🤖 AI Summary
In zero-shot test-time adaptation, low-entropy samples become unreliable under distribution shifts, leading to poor intra-class compactness of learned prototypes. Method: We propose a multi-cache-augmented prototype learning framework that jointly leverages vision–language modalities. It introduces three complementary caching mechanisms—entropy cache, alignment cache, and negative cache—to enable cross-modal prototype alignment and negative-sample calibration; additionally, prototype residual fine-tuning is incorporated to explicitly model and optimize intra-class compactness. Contribution/Results: Theoretical analysis and empirical validation establish a positive correlation between cache quality and intra-class compactness.
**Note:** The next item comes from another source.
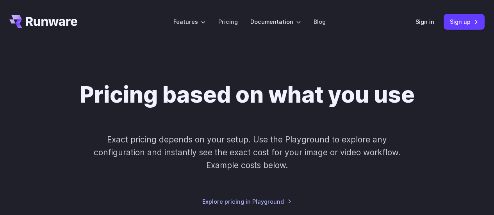 The height and width of the screenshot is (215, 494). I want to click on a: Pricing, so click(228, 21).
Our method achieves significant improvements in generalization across 15 downstream tasks, attaining state-of-the-art performance.
📝 Abstract
In zero-shot setting, test-time adaptation adjusts pre-trained models using unlabeled data from the test phase to enhance performance on unknown test distributions. Existing cache-enhanced TTA methods rely on a low-entropy criterion to select samples for prototype construction, assuming intra-class compactness. However, low-entropy samples may be unreliable under distribution shifts, and the resulting prototypes may not ensure compact intra-class distributions. This study identifies a positive correlation between cache-enhanced performance and intra-class compactness. Based on this observation, we propose a Multi-Cache enhanced Prototype-based Test-Time Adaptation (MCP) featuring three caches: an entropy cache for initializing prototype representations with low-entropy samples, an align cache for integrating visual and textual information to achieve compact intra-class distributions, and a negative cache for prediction calibration using high-entropy samples. We further developed MCP++, a framework incorporating cross-modal prototype alignment and residual learning, introducing prototype residual fine-tuning. Comparative and ablation experiments across 15 downstream tasks demonstrate that the proposed method and framework achieve state-of-the-art generalization performance.